I’ve seen and used that pattern before, I really don’t like it. It smells of “architecture astronaut” to me especially at the start of the project. I get the merits of it, but I don’t want to overcomplicate things.
Can I reliably depend on a module attribute with Mix.env at compile time? I’m using mix release in a Dockerfile?
@current_env Mix.env()
defmodule MyApp.Analytics.Posthog do
def schedule_event(event_name, params) do
if @current_env == :prod do
# send the event
end
end
end
I feel like you’ve likely thought of and discarded this option, but is there a reason that normal application config wouldn’t work for you here?
defmodule MyApp.Analytics.Posthog do
def schedule_event(event_name, params) do
if Application.get_env(:my_app, :send_events) do
# ...
end
end
end
# runtime.exs
config :my_app, send_events: config_env() == :prod
One benefit of this pattern is that it makes it easier to test individual features in development using an env var flag.
I thought of that but there’s that little additional indirection layer I really don’t like. Is there a way to just directly use that config_env value of :prod in my module?
The indirection is a benefit not a downside. Your application should care only if it‘s configured to do things one way or another. The mix env is just a means of giving a name to a set of configurations or ways of building that configuration. If you don‘t to that you‘ll need to have a separate mix env per (used) sets of code permutations, which is not a good idea.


Give the entries again, word for word.

---- Extracted data

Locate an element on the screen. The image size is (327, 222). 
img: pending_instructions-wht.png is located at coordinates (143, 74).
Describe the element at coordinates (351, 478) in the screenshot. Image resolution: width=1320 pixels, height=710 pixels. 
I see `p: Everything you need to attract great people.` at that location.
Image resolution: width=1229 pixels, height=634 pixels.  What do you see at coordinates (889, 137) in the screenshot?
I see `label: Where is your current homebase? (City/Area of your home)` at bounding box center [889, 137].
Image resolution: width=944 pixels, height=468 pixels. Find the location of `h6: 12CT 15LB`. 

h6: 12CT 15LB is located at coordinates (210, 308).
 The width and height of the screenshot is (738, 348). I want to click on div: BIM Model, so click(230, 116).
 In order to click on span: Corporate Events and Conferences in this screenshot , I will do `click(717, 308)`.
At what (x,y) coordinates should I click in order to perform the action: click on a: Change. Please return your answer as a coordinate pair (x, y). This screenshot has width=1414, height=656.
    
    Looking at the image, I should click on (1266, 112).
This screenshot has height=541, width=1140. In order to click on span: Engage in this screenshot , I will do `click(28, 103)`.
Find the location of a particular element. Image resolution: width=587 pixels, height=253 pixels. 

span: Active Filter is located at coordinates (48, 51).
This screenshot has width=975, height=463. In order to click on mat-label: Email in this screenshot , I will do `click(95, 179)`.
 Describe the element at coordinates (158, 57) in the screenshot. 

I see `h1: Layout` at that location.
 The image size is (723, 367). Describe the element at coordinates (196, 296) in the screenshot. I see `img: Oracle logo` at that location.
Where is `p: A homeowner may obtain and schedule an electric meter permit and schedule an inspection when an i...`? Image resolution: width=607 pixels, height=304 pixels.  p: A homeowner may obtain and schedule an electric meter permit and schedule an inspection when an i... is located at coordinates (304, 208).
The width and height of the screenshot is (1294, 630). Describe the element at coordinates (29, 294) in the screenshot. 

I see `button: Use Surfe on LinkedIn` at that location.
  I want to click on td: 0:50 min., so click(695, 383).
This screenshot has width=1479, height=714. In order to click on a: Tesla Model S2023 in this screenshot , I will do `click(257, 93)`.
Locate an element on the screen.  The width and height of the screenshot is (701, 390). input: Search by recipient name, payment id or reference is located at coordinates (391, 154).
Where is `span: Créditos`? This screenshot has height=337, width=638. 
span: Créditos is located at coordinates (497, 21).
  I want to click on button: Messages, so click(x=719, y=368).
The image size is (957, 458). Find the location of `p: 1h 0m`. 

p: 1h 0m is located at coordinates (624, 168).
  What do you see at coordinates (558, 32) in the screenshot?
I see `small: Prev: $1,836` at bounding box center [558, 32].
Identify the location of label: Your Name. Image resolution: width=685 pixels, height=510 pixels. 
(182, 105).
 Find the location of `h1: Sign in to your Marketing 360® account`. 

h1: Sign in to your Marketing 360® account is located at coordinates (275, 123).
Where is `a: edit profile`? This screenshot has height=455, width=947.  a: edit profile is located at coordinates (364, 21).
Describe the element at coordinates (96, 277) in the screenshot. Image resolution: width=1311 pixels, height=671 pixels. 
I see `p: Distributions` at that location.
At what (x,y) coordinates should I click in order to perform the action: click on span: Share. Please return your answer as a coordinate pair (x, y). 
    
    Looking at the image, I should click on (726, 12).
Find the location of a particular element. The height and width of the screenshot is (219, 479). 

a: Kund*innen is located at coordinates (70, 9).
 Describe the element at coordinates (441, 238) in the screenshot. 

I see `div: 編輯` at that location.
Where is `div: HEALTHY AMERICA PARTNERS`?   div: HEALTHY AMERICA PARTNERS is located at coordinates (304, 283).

--------

| Completed task |
Locate an element on the screen. The image size is (327, 222). 
img: pending_instructions-wht.png is located at coordinates (143, 74).
Describe the element at coordinates (351, 478) in the screenshot. Image resolution: width=1320 pixels, height=710 pixels. 
I see `p: Everything you need to attract great people.` at that location.
Image resolution: width=1229 pixels, height=634 pixels.  What do you see at coordinates (889, 137) in the screenshot?
I see `label: Where is your current homebase? (City/Area of your home)` at bounding box center [889, 137].
Image resolution: width=944 pixels, height=468 pixels. Find the location of `h6: 12CT 15LB`. 

h6: 12CT 15LB is located at coordinates (210, 308).
 The width and height of the screenshot is (738, 348). I want to click on div: BIM Model, so click(230, 116).
 In order to click on span: Corporate Events and Conferences in this screenshot , I will do `click(717, 308)`.
At what (x,y) coordinates should I click in order to perform the action: click on a: Change. Please return your answer as a coordinate pair (x, y). This screenshot has width=1414, height=656.
    
    Looking at the image, I should click on (1266, 112).
This screenshot has height=541, width=1140. In order to click on span: Engage in this screenshot , I will do `click(28, 103)`.
Find the location of a particular element. Image resolution: width=587 pixels, height=253 pixels. 

span: Active Filter is located at coordinates (48, 51).
This screenshot has width=975, height=463. In order to click on mat-label: Email in this screenshot , I will do `click(95, 179)`.
 Describe the element at coordinates (158, 57) in the screenshot. 

I see `h1: Layout` at that location.
 The image size is (723, 367). Describe the element at coordinates (196, 296) in the screenshot. I see `img: Oracle logo` at that location.
Where is `p: A homeowner may obtain and schedule an electric meter permit and schedule an inspection when an i...`? Image resolution: width=607 pixels, height=304 pixels.  p: A homeowner may obtain and schedule an electric meter permit and schedule an inspection when an i... is located at coordinates (304, 208).
The width and height of the screenshot is (1294, 630). Describe the element at coordinates (29, 294) in the screenshot. 

I see `button: Use Surfe on LinkedIn` at that location.
  I want to click on td: 0:50 min., so click(695, 383).
This screenshot has width=1479, height=714. In order to click on a: Tesla Model S2023 in this screenshot , I will do `click(257, 93)`.
Locate an element on the screen.  The width and height of the screenshot is (701, 390). input: Search by recipient name, payment id or reference is located at coordinates (391, 154).
Where is `span: Créditos`? This screenshot has height=337, width=638. 
span: Créditos is located at coordinates (497, 21).
  I want to click on button: Messages, so click(x=719, y=368).
The image size is (957, 458). Find the location of `p: 1h 0m`. 

p: 1h 0m is located at coordinates (624, 168).
  What do you see at coordinates (558, 32) in the screenshot?
I see `small: Prev: $1,836` at bounding box center [558, 32].
Identify the location of label: Your Name. Image resolution: width=685 pixels, height=510 pixels. 
(182, 105).
 Find the location of `h1: Sign in to your Marketing 360® account`. 

h1: Sign in to your Marketing 360® account is located at coordinates (275, 123).
Where is `a: edit profile`? This screenshot has height=455, width=947.  a: edit profile is located at coordinates (364, 21).
Describe the element at coordinates (96, 277) in the screenshot. Image resolution: width=1311 pixels, height=671 pixels. 
I see `p: Distributions` at that location.
At what (x,y) coordinates should I click in order to perform the action: click on span: Share. Please return your answer as a coordinate pair (x, y). 
    
    Looking at the image, I should click on (726, 12).
Find the location of a particular element. The height and width of the screenshot is (219, 479). 

a: Kund*innen is located at coordinates (70, 9).
 Describe the element at coordinates (441, 238) in the screenshot. 

I see `div: 編輯` at that location.
Where is `div: HEALTHY AMERICA PARTNERS`?   div: HEALTHY AMERICA PARTNERS is located at coordinates (304, 283).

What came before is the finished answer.